Roshan knew there had to be a better way for patients to pay for large medical expenses and for healthcare providers to capture revenue. It was clear that neither party was winning in this scenario.
So the two founders got to work solving their respective sides of the medical debt crisis, with both new companies intent on exchanging the standard of lose-lose outcomes for better solutions that could genuinely be considered a win-win for providers and patients.
Complementary Solutions
Peachy focuses on making the actual bill payment process faster, easier, and more accessible by empowering providers to offer patients a frictionless payment experience. Led by text-and-email-driven billing, Peachy replaces the highly-manual, paper-centric billing process typically found in healthcare with a modern, familiar digital experience reminiscent of booking an Uber. With Peachy, patients can pay bills from the comfort of their phones in just seconds.
On top of that, Peachy tackles the flexibility and accessibility angle by empowering providers to offer patients in-house payment plans. While many providers are willing to offer interest-free payment plans to patients in need, doing so is highly manual and challenging for the providers. Peachy steps in to automate this process for providers, ensuring that providers don’t spend valuable time implementing and administering payment plans.
On the other hand, Walnut focuses on what happens when in-house payment plan options become unfeasible for patients or providers. Patients may successfully receive their bill and have access to a provider’s offered 6-month payment plan, but for larger bills, the monthly payments may simply be too much for a patient to comfortably afford. Some providers are still uncomfortable waiting months and months to receive payment in full via payment plans. The risk is just too great for some, especially when bill sizes are substantial.

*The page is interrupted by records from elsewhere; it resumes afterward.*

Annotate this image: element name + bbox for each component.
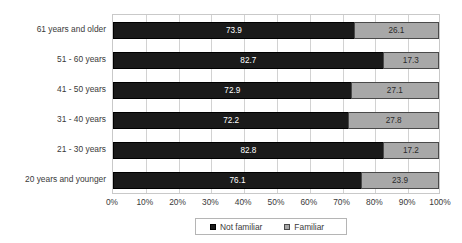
x-tick-label: 0% (106, 197, 118, 207)
bar-row: 76.123.9 (113, 172, 439, 189)
plot-area: 76.123.982.817.272.227.872.927.182.717.3… (112, 14, 440, 194)
bar-value-label: 27.8 (386, 116, 402, 125)
category-axis: 20 years and younger21 - 30 years31 - 40… (0, 14, 106, 194)
chart-legend: Not familiarFamiliar (195, 218, 347, 235)
category-label: 61 years and older (0, 25, 106, 34)
x-tick-label: 90% (399, 197, 416, 207)
gridline (343, 15, 344, 193)
bar-segment-not-familiar: 72.9 (113, 82, 351, 99)
bar-value-label: 76.1 (230, 176, 246, 185)
bar-value-label: 82.7 (240, 56, 256, 65)
legend-item: Familiar (284, 222, 324, 232)
x-axis-ticks: 0%10%20%30%40%50%60%70%80%90%100% (112, 197, 440, 211)
bar-value-label: 82.8 (240, 146, 256, 155)
x-tick-label: 20% (169, 197, 186, 207)
gridline (277, 15, 278, 193)
bar-segment-familiar: 17.3 (383, 52, 439, 69)
bar-value-label: 17.3 (403, 56, 419, 65)
x-tick-label: 70% (333, 197, 350, 207)
gridline (244, 15, 245, 193)
legend-label: Not familiar (220, 222, 262, 232)
gridline (211, 15, 212, 193)
category-label: 41 - 50 years (0, 85, 106, 94)
gridline (179, 15, 180, 193)
bar-row: 73.926.1 (113, 22, 439, 39)
bar-segment-not-familiar: 76.1 (113, 172, 361, 189)
bar-row: 72.227.8 (113, 112, 439, 129)
bar-segment-familiar: 27.8 (348, 112, 439, 129)
bar-segment-not-familiar: 82.7 (113, 52, 383, 69)
bar-segment-familiar: 17.2 (383, 142, 439, 159)
bar-row: 72.927.1 (113, 82, 439, 99)
bar-value-label: 26.1 (388, 26, 404, 35)
bar-value-label: 72.2 (223, 116, 239, 125)
bar-value-label: 27.1 (387, 86, 403, 95)
category-label: 51 - 60 years (0, 55, 106, 64)
legend-swatch-not-familiar (210, 224, 216, 230)
bar-value-label: 73.9 (226, 26, 242, 35)
gridline (408, 15, 409, 193)
bar-value-label: 23.9 (392, 176, 408, 185)
bar-value-label: 72.9 (224, 86, 240, 95)
x-tick-label: 100% (429, 197, 450, 207)
category-label: 20 years and younger (0, 175, 106, 184)
x-tick-label: 10% (136, 197, 153, 207)
gridline (375, 15, 376, 193)
x-tick-label: 30% (202, 197, 219, 207)
gridline (310, 15, 311, 193)
stacked-bar-chart: 20 years and younger21 - 30 years31 - 40… (0, 0, 462, 243)
bar-segment-not-familiar: 73.9 (113, 22, 354, 39)
bar-segment-not-familiar: 72.2 (113, 112, 348, 129)
bar-row: 82.717.3 (113, 52, 439, 69)
bar-segment-familiar: 26.1 (354, 22, 439, 39)
legend-item: Not familiar (210, 222, 262, 232)
category-label: 21 - 30 years (0, 145, 106, 154)
legend-label: Familiar (294, 222, 324, 232)
bar-segment-not-familiar: 82.8 (113, 142, 383, 159)
bar-segment-familiar: 23.9 (361, 172, 439, 189)
x-tick-label: 60% (300, 197, 317, 207)
bar-segment-familiar: 27.1 (351, 82, 439, 99)
legend-swatch-familiar (284, 224, 290, 230)
x-tick-label: 80% (366, 197, 383, 207)
bar-row: 82.817.2 (113, 142, 439, 159)
x-tick-label: 50% (268, 197, 285, 207)
x-tick-label: 40% (235, 197, 252, 207)
category-label: 31 - 40 years (0, 115, 106, 124)
bar-value-label: 17.2 (403, 146, 419, 155)
gridline (146, 15, 147, 193)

This is where Walnut fills the gaping hole currently filled by predatory lenders like CareCredit and LendingClub. Walnut steps in with patient-friendly lending options, which enable patients to stretch payments out over longer terms while simultaneously helping providers quickly collect payment in full. Combining this with ethical collection practices, Walnut allows providers and patients alike to pay for the care that they need in a manner that works for both parties–a win-win.
An Integrated Approach
With these complementary solutions in mind, the two companies are excited to announce that they are combining their strengths to deliver a world-class, integrated bill payment experience to patients. Peachy’s text billing will deliver bills directly to patients’ phones and provide a fast and easy way to either (1) pay the bill in full, (2) sign up for a short-term payment plan, and now (3) apply for financing with Walnut.
This integrated approach provides a comprehensive and seamless patient billing solution to providers while also offering patients the accessibility, flexibility, and optionality they so desperately need in the face of the medical debt crisis.
Peachy and Walnut are excited about this partnership’s ability to expose each company to new customers while simultaneously furthering their respective visions of making paying for healthcare better for patients and providers.
If you’re a provider interested in offering your patients a better payment experience with integrated financing options, get started here. And if you’re a patient who wants to use Peachy or Walnut, refer your provider here and we’ll reach out to them!